Breathe In shares the same sweet sadness and the same simple beauty. It also features an English protagonist who comes to spend a fair amount of time in the States. In Breathe In, Jones plays Sophie, an 18-year-old student and piano prodigy who comes to spend a semester in the leafy glory of Westchester, New York — just down the road from Don Draper's former abode. Her host family consists of Lauren Reynolds (Mackenzie Davis), the blonde, 17-year-old only child of Megan (Amy Ryan) and Keith (Guy Pearce). Lauren is popular and the star of the swim team; Megan is a housewife who restores and collects cookie jars, most of which contain no cookies; Keith is a cellist who, somewhere along the way, has fallen in to teaching high school music to pay the bills.
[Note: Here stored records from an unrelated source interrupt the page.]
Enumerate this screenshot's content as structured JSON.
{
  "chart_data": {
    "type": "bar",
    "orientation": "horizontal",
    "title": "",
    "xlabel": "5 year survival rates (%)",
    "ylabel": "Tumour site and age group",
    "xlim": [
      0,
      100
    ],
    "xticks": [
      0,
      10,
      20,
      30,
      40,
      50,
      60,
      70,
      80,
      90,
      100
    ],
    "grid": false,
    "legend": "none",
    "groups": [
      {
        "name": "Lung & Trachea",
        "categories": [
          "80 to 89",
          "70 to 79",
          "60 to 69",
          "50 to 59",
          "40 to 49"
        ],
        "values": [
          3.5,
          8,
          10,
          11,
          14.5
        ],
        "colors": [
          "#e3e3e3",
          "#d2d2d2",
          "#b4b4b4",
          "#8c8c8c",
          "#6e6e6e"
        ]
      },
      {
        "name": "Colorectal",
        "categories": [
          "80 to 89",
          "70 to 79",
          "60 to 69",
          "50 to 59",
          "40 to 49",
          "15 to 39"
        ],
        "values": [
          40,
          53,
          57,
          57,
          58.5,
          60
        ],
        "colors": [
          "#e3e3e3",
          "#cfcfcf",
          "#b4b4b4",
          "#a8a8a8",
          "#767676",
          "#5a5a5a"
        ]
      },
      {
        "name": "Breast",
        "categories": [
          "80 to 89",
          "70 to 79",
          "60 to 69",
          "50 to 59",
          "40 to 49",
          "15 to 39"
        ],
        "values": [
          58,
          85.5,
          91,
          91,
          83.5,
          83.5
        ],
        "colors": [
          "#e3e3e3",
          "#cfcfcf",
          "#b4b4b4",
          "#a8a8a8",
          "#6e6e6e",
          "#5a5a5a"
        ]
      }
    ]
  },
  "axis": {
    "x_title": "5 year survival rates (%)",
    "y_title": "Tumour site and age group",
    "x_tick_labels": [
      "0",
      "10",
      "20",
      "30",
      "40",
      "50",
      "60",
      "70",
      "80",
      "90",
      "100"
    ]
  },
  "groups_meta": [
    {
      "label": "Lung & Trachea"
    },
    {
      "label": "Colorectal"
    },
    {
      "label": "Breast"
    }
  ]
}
Their lives aren't perfect, but their team of three seems to work well enough.
Naturally, then, Sophie is the catalyst who challenges the Reynolds family in ways they never expected. And in some ways, she is a cipher. We only ever see her in the Reynolds' town: we never see her in her natural environment, back in Northamptonshire, and hear only rudimentary fragments of her — admittedly sad — life back home. At first, she tries hard to fit in: she hangs out with Lauren and Lauren's friends, she tries desperately not to impose on Lauren (no mean feat given that they are sharing a room), and she refuses at first to reveal her piano-playing talent. You can see that she isn't happy there, set adrift from whatever past tense she has left behind.
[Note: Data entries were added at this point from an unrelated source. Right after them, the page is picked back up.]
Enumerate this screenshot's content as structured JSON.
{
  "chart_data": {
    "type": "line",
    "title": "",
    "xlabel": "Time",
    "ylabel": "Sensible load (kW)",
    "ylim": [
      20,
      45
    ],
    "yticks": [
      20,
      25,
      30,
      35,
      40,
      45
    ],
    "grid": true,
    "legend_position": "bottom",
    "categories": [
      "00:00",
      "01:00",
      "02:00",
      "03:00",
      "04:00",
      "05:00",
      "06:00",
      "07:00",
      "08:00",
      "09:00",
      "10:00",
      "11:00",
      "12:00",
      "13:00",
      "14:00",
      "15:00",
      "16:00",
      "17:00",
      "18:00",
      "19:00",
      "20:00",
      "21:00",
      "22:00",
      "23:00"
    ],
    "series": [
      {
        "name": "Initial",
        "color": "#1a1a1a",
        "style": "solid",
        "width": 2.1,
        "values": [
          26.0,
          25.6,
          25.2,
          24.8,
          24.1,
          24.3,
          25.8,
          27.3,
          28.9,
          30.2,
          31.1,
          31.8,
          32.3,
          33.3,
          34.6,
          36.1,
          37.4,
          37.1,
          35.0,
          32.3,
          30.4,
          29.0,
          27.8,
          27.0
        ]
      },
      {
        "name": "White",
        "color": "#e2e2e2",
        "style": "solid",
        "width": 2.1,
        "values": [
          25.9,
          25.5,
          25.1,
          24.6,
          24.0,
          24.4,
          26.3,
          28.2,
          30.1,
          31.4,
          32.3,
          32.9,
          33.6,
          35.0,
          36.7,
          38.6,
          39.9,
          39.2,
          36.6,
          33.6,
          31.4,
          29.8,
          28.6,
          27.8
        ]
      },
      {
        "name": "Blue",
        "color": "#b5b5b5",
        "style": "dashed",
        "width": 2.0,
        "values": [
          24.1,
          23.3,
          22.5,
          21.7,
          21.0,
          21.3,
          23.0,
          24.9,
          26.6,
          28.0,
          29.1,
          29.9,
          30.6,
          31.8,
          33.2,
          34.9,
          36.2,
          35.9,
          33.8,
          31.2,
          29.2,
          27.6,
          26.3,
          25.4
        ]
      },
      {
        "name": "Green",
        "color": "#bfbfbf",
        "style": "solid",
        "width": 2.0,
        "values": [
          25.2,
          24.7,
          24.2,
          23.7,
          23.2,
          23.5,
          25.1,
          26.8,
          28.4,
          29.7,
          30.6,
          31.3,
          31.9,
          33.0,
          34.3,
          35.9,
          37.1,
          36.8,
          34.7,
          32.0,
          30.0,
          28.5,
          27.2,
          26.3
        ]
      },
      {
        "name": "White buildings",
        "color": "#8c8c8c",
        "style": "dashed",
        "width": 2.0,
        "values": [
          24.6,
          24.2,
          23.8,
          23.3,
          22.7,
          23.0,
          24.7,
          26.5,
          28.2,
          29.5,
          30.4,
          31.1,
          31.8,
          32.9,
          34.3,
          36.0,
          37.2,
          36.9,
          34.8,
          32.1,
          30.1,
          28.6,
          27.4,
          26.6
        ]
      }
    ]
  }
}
From the start, though, there is a spark between Sophie and Keith. Partly because of this, she tries to drop his class, but to no avail, and after they bond over some Chopin, you can see the connection begin to develop. Perhaps she is searching for a father figure, perhaps she just needs a saviour; either way, she feels like she can talk to Keith better than to anyone else, including Megan and especially Lauren. Keith, meanwhile, is tempted by the seeds Sophie plants in his mind: the idea that he is wasting his life by not trying to realise his dreams, for example. As they slowly fall for each other, the simplicity of Sophie's plan appeals to Keith, but it takes a disastrous incident for him to see it for what it is: a simplistic plan created by an 18-year-old with no commitments and very little life experience, no matter how wise beyond her years she may seem.
Breathe In reminded me of A Late Quartet in some ways, as well as sharing some thematic elements with Like Crazy. Jones puts in a really strong performance, with good support from Pearce, and clocking in at just over 90 minutes, the movie is neatly scripted, letting the action — such action as there is in this languorous and often melancholy film — unfold at the pace you would expect from its sleepy suburban setting. The dialogue felt convincing, and I'm pretty sure that as with Like Crazy, there was a fair bit of improvisation. I watched this film on Curzon On Demand on Sunday night, while sitting on my apartment's little balcony, which felt like the right kind of screening venue for Breathe In.